Fate and Free Will Quotes in Middlesex

How we cite our quotes: (Book.Chapter.Paragraph)

Quote #1

In that optimistic, postwar America [...] everybody was the master of his own destiny. (1.1.35)

This isn't like being master of your own domain. Do you think Cal is being ironic here? How many people do you know whose lives have turned out exactly as they planned? Did your parents' lives turn out exactly as they thought they would?

Quote #2

She appeared at church that one day and never again, and seems to have existed for the sole purpose of changing my mother's mind. (1.1.73)

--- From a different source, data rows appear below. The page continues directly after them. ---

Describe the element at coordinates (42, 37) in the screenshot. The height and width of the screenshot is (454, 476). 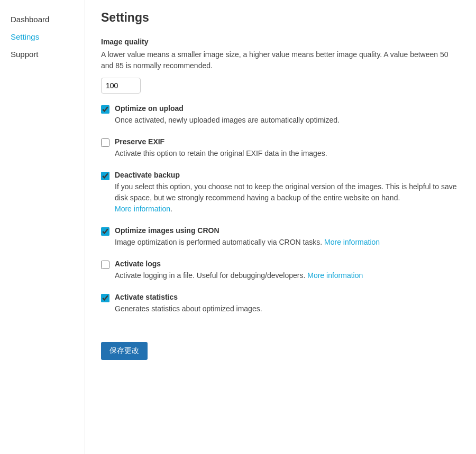
I see `sidebar-item-settings: Settings` at that location.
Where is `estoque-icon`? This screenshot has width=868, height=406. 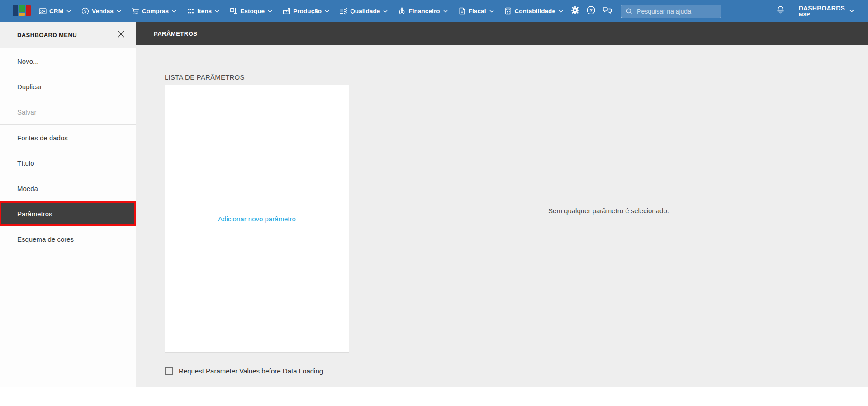
estoque-icon is located at coordinates (233, 11).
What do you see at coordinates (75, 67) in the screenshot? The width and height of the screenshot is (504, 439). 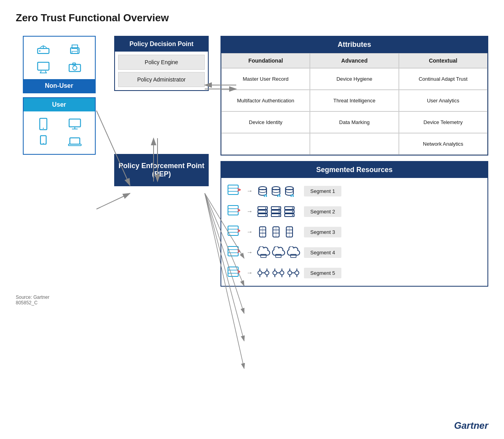 I see `camera-icon` at bounding box center [75, 67].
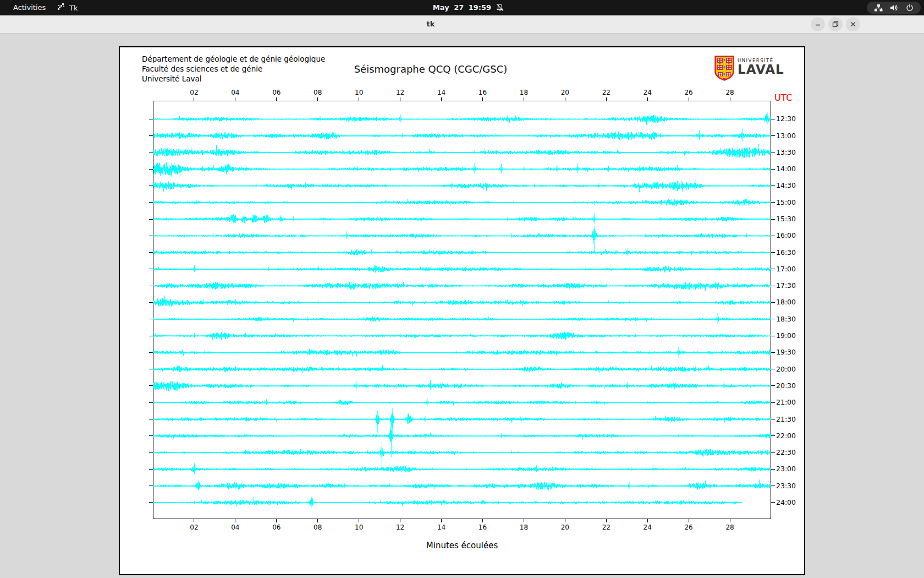 The width and height of the screenshot is (924, 578). What do you see at coordinates (761, 69) in the screenshot?
I see `logo-laval: LAVAL` at bounding box center [761, 69].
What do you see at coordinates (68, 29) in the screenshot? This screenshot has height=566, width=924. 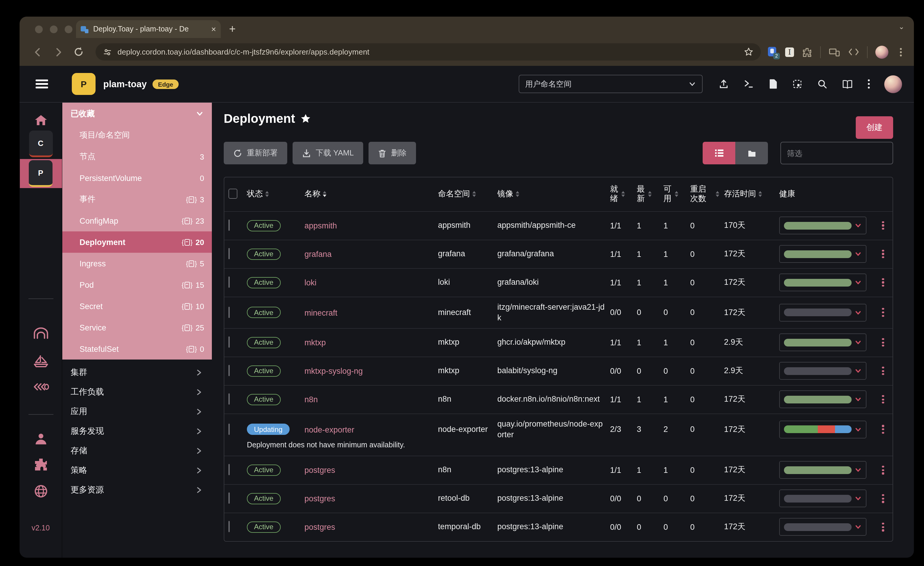 I see `zoom-window-icon` at bounding box center [68, 29].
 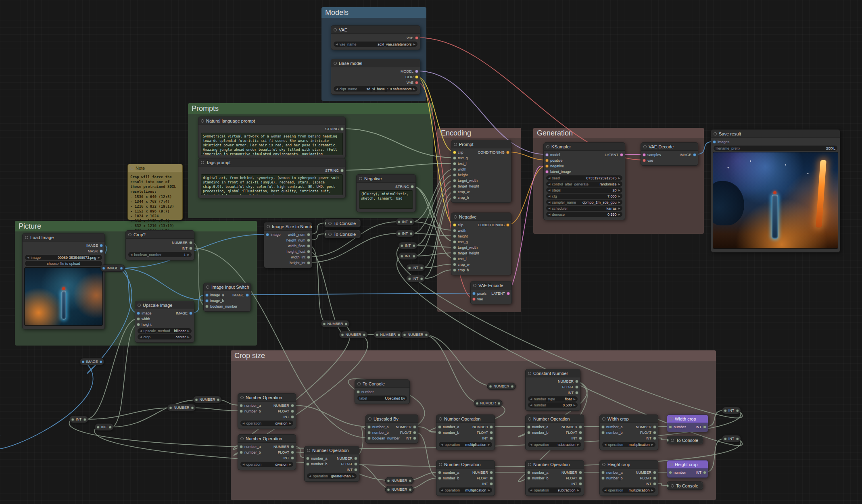 I want to click on output-number-operation-mul-b-FLOAT: FLOAT, so click(x=485, y=478).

Cal is describing a girl his brother spilled hot coffee on. She could have changed their mother's mind in many ways: made her not want to have another boy, kept her from realizing how into her Father Mike still was, sent her to Dunkin Donuts on an emergency java dash… Who knows? Whatever happened, this was a small action that made huge ripples in the fates of many.

Quote #3

[Desdemona] didn't envision her insides as a vast computer code, all 1s and 0s, an infinity of sequences, any one of which might contain a bug. (1.2.84)

Even if Desdemona was thinking about DNA, she wouldn't even know what a computer was. Anachronism aside, this shows how much our DNA controls our lives. Are we pre-programmed for certain successes and failures because of our genes?